On Gaus section 19
I should preface these remarks with the proviso that I am simply a guest blogger for this section, filling in for someone who dropped out, and have been unable to follow the earlier discussion in the online reading group. For that reason, I am not as intimately familiar with the rest of the book as most of the other participants, so I fear that my remarks will reflect my poor grasp of the overall architecture of this most intriguing, but often forbidding, book. I also apologize in advance if I raise any issues that have already been thoroughly hashed out in earlier discussion.
Overview:
As I read it, section 19 attempts to lay down one of the foundation stones for GG’s larger effort to reconcile two apparently opposed ways of thinking about the authority of moral rules:
(1) the ‘instrumentalist’ (Hobbesian, Humean, Gauthierian) view that ‘social morality is necessary for human cooperation and social life’ and
(2) the ‘deontological’ (Rousseau, Kant, Strawson, Rawls, Darwall) view that moral requirements are irreducibly constituted by relations among agents who recognize their mutual standing as free and equal persons.
Earlier in the book, GG has said that ‘both are correct’ (193): social morality is both a ‘device’ of social coordination and a body of rules deriving its authority from its consistency with respect for the freedom and equality of all agents. In this section, GG starts to explain how they are integrated and, moreover, why both are necessary. According to GG, taking (1) more seriously than contemporary Kantians often do is the key to overcoming the threat of ‘indeterminacy’ that hangs over the public reason idea.
The ‘indeterminacy’ involved arises because there are, in principle, many alternative sets of moral rules that are consistent with the ‘rights of agency’ and the ‘abstract’ idea of ‘jurisdictional rights’ GG has defended in earlier chapters. Even if these general entitlements can be publicly justified, agents must still settle on a scheme of rules that all can regard as having requisite moral authority. Without such a settlement, it will be impossible to reach agreement on how exactly the more general entitlements of ‘free and equal’ persons should be interpreted in particular cases. Each of these more specific schemes of moral expectations is publicly justified, yet so far no one has sufficient reason to accept any of them as uniquely publicly justified.
One is tempted to suggest here that a uniquely publicly justified scheme can be identified only if it is selected by a collective decision rule that is itself publicly justified. The main point of this section is to deny that this ‘Procedural Justification Requirement’ (392) is necessary. This is good news, according to GG, because he appears to believe that that requirement is impossible to satisfy without resorting to highly artificial – and hence reasonably rejectable – redescriptions of the choice situation (as with Rawls’s Original Position).
In the body of the section, GG attempts to explain how it is possible for a uniquely justified set of social/moral rules to emerge automatically through interaction between agents who are at all times acting only on reasons that reflect their own commitments. To establish the possibility of such a solution, GG relies on a series of game-theoretic coordination models. These are intended to illustrate how the bare, even random, fact of convergence (within iterated interaction) on one of a pair of alternative moral schemes can be (1) an equilibrium solution and (2) in large N-person cases generate a bandwagon effect. As a result of iterated interaction, players in these games find themselves in situations in which they acquire sufficient reason to accept schemes of rules just because others have already opted for them; as more and more do so, we reach a point at which everyone has sufficient reason to go along with the option around which convergence is occurring.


YOUR TASK = Please print out every line of the material, unchanged.

RECORDS SUPPLIED =
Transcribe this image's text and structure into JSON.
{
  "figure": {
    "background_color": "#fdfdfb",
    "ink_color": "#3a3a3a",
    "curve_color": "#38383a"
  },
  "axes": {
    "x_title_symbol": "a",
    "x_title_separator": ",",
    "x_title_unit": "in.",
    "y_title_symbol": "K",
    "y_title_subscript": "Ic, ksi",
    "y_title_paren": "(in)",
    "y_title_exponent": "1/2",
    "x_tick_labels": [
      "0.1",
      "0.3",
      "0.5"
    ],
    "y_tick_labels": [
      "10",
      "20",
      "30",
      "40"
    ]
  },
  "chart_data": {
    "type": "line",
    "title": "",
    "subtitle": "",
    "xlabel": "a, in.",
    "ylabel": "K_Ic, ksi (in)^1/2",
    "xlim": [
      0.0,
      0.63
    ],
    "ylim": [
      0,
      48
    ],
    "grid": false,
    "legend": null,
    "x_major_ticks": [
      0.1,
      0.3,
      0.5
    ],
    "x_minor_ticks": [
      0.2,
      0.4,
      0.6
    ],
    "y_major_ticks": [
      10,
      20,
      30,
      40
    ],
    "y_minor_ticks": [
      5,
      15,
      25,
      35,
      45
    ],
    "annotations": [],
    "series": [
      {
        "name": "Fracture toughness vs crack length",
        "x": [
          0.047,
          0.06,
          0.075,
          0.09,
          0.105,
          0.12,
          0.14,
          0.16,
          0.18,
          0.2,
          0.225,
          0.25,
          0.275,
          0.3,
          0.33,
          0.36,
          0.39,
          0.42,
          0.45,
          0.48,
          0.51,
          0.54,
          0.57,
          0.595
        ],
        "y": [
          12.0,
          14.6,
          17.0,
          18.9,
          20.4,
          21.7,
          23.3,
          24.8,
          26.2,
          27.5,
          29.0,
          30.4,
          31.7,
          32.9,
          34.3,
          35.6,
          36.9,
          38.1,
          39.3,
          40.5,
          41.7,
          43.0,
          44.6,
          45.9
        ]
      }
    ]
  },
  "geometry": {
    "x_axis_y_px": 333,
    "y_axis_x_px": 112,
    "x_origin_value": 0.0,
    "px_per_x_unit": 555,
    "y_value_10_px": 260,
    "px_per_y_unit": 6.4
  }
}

EXERCISE OUTPUT =
Transcribe this image's text and structure into JSON.
{
  "figure": {
    "background_color": "#fdfdfb",
    "ink_color": "#3a3a3a",
    "curve_color": "#38383a"
  },
  "axes": {
    "x_title_symbol": "a",
    "x_title_separator": ",",
    "x_title_unit": "in.",
    "y_title_symbol": "K",
    "y_title_subscript": "Ic, ksi",
    "y_title_paren": "(in)",
    "y_title_exponent": "1/2",
    "x_tick_labels": [
      "0.1",
      "0.3",
      "0.5"
    ],
    "y_tick_labels": [
      "10",
      "20",
      "30",
      "40"
    ]
  },
  "chart_data": {
    "type": "line",
    "title": "",
    "subtitle": "",
    "xlabel": "a, in.",
    "ylabel": "K_Ic, ksi (in)^1/2",
    "xlim": [
      0.0,
      0.63
    ],
    "ylim": [
      0,
      48
    ],
    "grid": false,
    "legend": null,
    "x_major_ticks": [
      0.1,
      0.3,
      0.5
    ],
    "x_minor_ticks": [
      0.2,
      0.4,
      0.6
    ],
    "y_major_ticks": [
      10,
      20,
      30,
      40
    ],
    "y_minor_ticks": [
      5,
      15,
      25,
      35,
      45
    ],
    "annotations": [],
    "series": [
      {
        "name": "Fracture toughness vs crack length",
        "x": [
          0.047,
          0.06,
          0.075,
          0.09,
          0.105,
          0.12,
          0.14,
          0.16,
          0.18,
          0.2,
          0.225,
          0.25,
          0.275,
          0.3,
          0.33,
          0.36,
          0.39,
          0.42,
          0.45,
          0.48,
          0.51,
          0.54,
          0.57,
          0.595
        ],
        "y": [
          12.0,
          14.6,
          17.0,
          18.9,
          20.4,
          21.7,
          23.3,
          24.8,
          26.2,
          27.5,
          29.0,
          30.4,
          31.7,
          32.9,
          34.3,
          35.6,
          36.9,
          38.1,
          39.3,
          40.5,
          41.7,
          43.0,
          44.6,
          45.9
        ]
      }
    ]
  },
  "geometry": {
    "x_axis_y_px": 333,
    "y_axis_x_px": 112,
    "x_origin_value": 0.0,
    "px_per_x_unit": 555,
    "y_value_10_px": 260,
    "px_per_y_unit": 6.4
  }
}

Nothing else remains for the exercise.